LGJul 16, 2025
BootSeer: Analyzing and Mitigating Initialization Bottlenecks in Large-Scale LLM TrainingRui Li, Xiaoyun Zhi, Jinxin Chi et al.
Large Language Models (LLMs) have become a cornerstone of modern AI, driving breakthroughs in natural language processing and expanding into multimodal jobs involving images, audio, and video. As with most computational software, it is important to distinguish between ordinary runtime performance and startup overhead. Prior research has focused on runtime performance: improving training efficiency and stability. This work focuses instead on the increasingly critical issue of startup overhead in training: the delay before training jobs begin execution. Startup overhead is particularly important in large, industrial-scale LLMs, where failures occur more frequently and multiple teams operate in iterative update-debug cycles. In one of our training clusters, more than 3.5% of GPU time is wasted due to startup overhead alone. In this work, we present the first in-depth characterization of LLM training startup overhead based on real production data. We analyze the components of startup cost, quantify its direct impact, and examine how it scales with job size. These insights motivate the design of Bootseer, a system-level optimization framework that addresses three primary startup bottlenecks: (a) container image loading, (b) runtime dependency installation, and (c) model checkpoint resumption. To mitigate these bottlenecks, Bootseer introduces three techniques: (a) hot block record-and-prefetch, (b) dependency snapshotting, and (c) striped HDFS-FUSE. Bootseer has been deployed in a production environment and evaluated on real LLM training workloads, demonstrating a 50% reduction in startup overhead.
CRDec 19, 2021
An Architecture for Exploiting Native User-Land Checkpoint-Restart to Improve FuzzingPrashant Singh Chouhan, Gregory Price, Gene Cooperman
Fuzzing is one of the most popular and widely used techniques to find vulnerabilities in any application. Fuzzers are fast enough, but they still spend a good portion of time to restart a crashed application and then fuzz it from the beginning. Fuzzing an application from a point deeper in the execution is also important. To do this, a user needs to take a snapshot of the program while fuzzing it on top of an emulator, virtual machine, or by utilizing a special kernel module to enable checkpointing. Even with this ability, it can be difficult to attach a fuzzer after restoring a checkpoint. As a result, most fuzzers leverage a form of fork-server design. We propose a novel testing architecture that allows users to attach a fuzzer after the program has started running. We do this by natively checkpointing the target application at a point of interest, and attaching the fuzzer after restoring the checkpoint. A fork-server may even be engaged at the point of restoration. This not only improves the throughput of the fuzzing campaign by minimizing startup time, but opens up a new way to fuzz applications. With this architecture, a user can take a series of checkpoints at points of interest, and run parallel tests to reduce the overall state-complexity of an individual test. Checkpoints allow us to begin fuzzing from a deeper point in the execution path, omitting prior execution from the required coverage path. This and other checkpointing techniques are described in the paper to help improve fuzzing.
DCJul 13, 2019
A Secure Cloud with Minimal Provider TrustAmin Mosayyebzadeh, Gerardo Ravago, Apoorve Mohan et al.
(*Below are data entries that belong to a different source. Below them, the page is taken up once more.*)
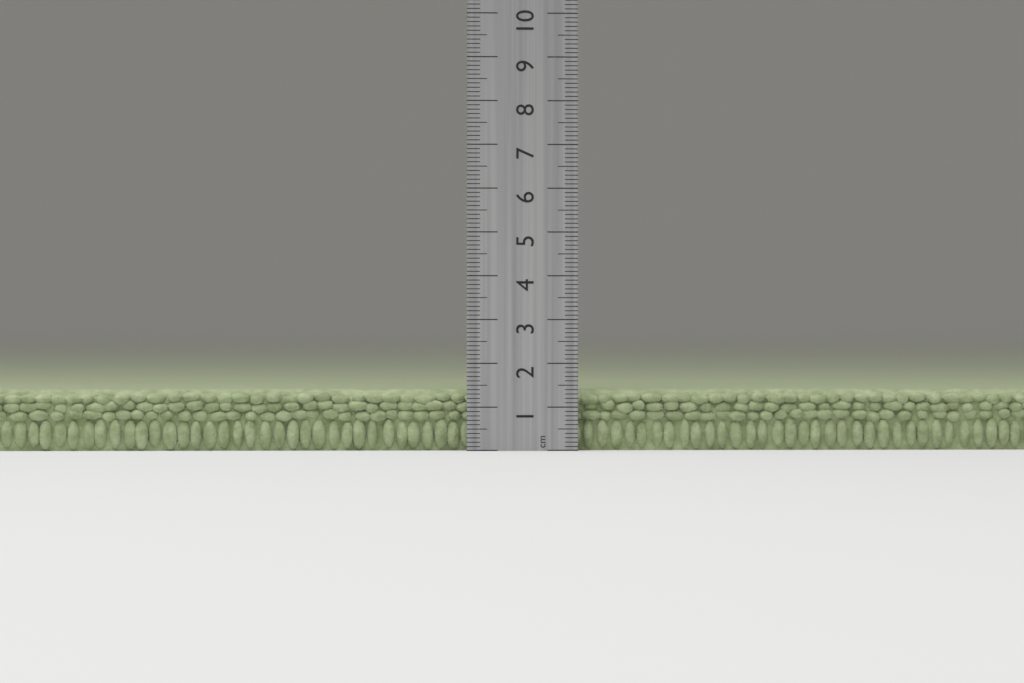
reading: 1.4 cm
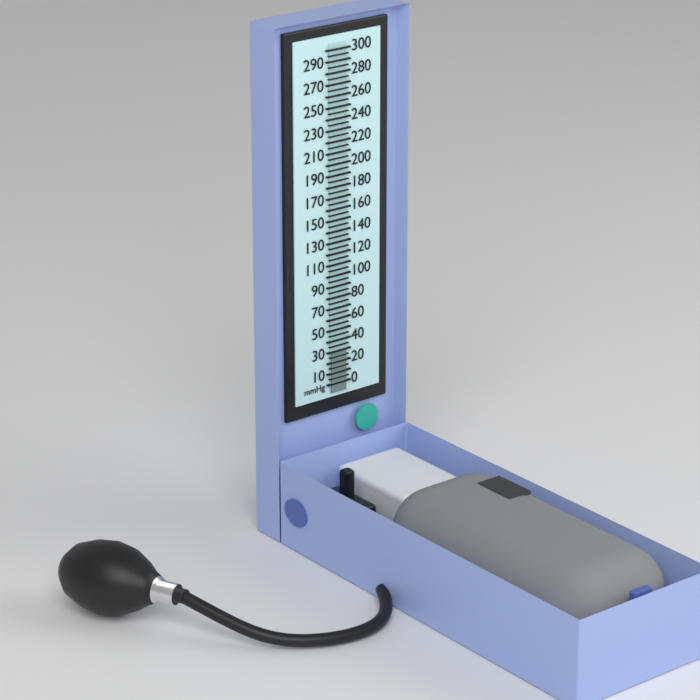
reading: 30 mmHg
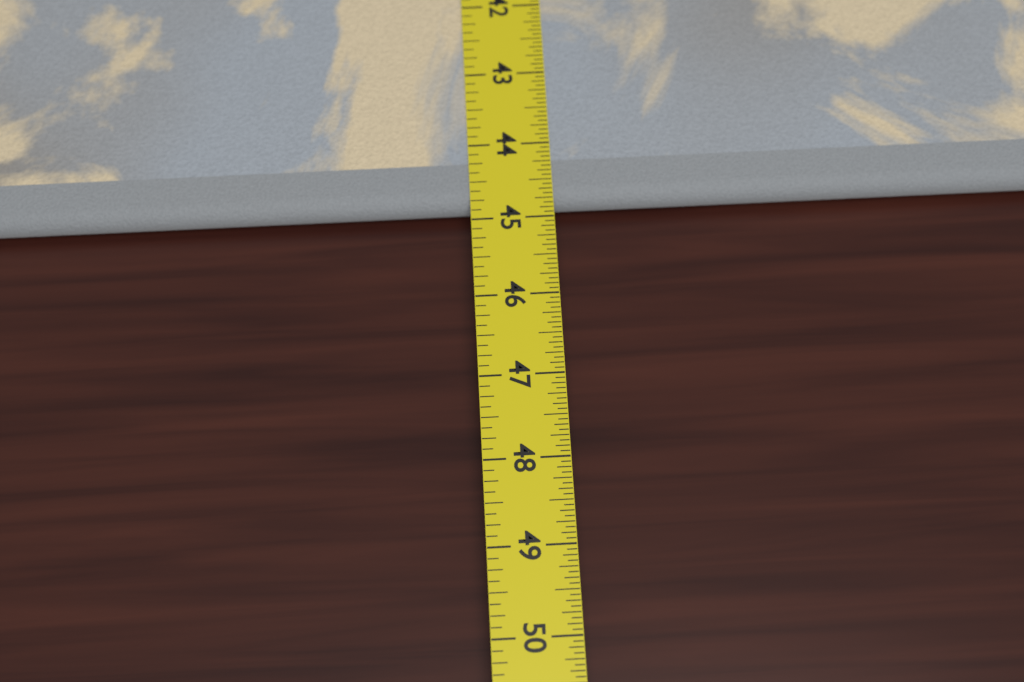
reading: 44.8125 in
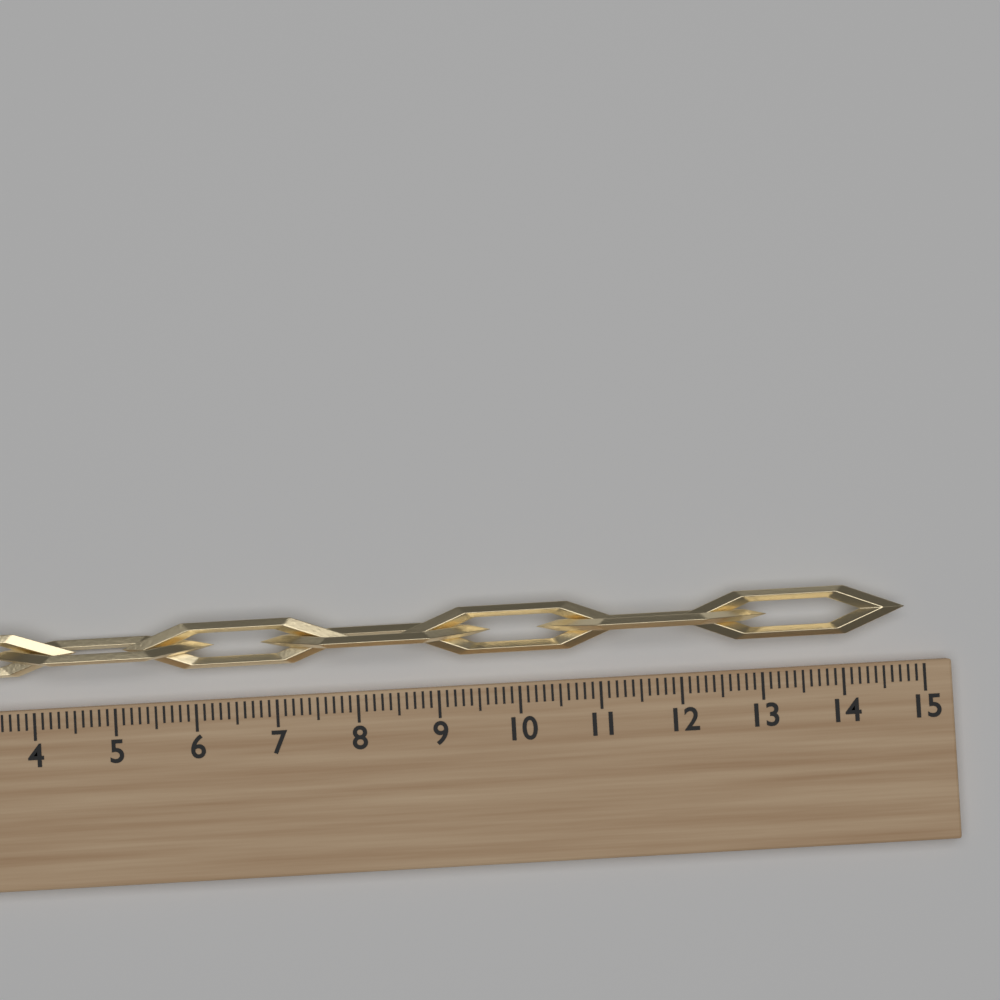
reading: 14.8 (no unit)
Bolted is a new architecture for a bare metal cloud with the goal of providing security-sensitive customers of a cloud the same level of security and control that they can obtain in their own private data centers. It allows tenants to elastically allocate secure resources within a cloud while being protected from other previous, current, and future tenants of the cloud. The provisioning of a new server to a tenant isolates a bare metal server, only allowing it to communicate with other tenant's servers once its critical firmware and software have been attested to the tenant. Tenants, rather than the provider, control the tradeoffs between security, price, and performance. A prototype demonstrates scalable end-to-end security with small overhead compared to a less secure alternative.
DCJul 13, 2019
Supporting Security Sensitive Tenants in a Bare-Metal CloudAmin Mosayyebzadeh, Apoorve Mohan, Sahil Tikale et al.
Bolted is a new architecture for bare-metal clouds that enables tenants to control tradeoffs between security, price, and performance. Security-sensitive tenants can minimize their trust in the public cloud provider and achieve similar levels of security and control that they can obtain in their own private data centers. At the same time, Bolted neither imposes overhead on tenants that are security insensitive nor compromises the flexibility or operational efficiency of the provider. Our prototype exploits a novel provisioning system and specialized firmware to enable elasticity similar to virtualized clouds. Experimentally we quantify the cost of different levels of security for a variety of workloads and demonstrate the value of giving control to the tenant.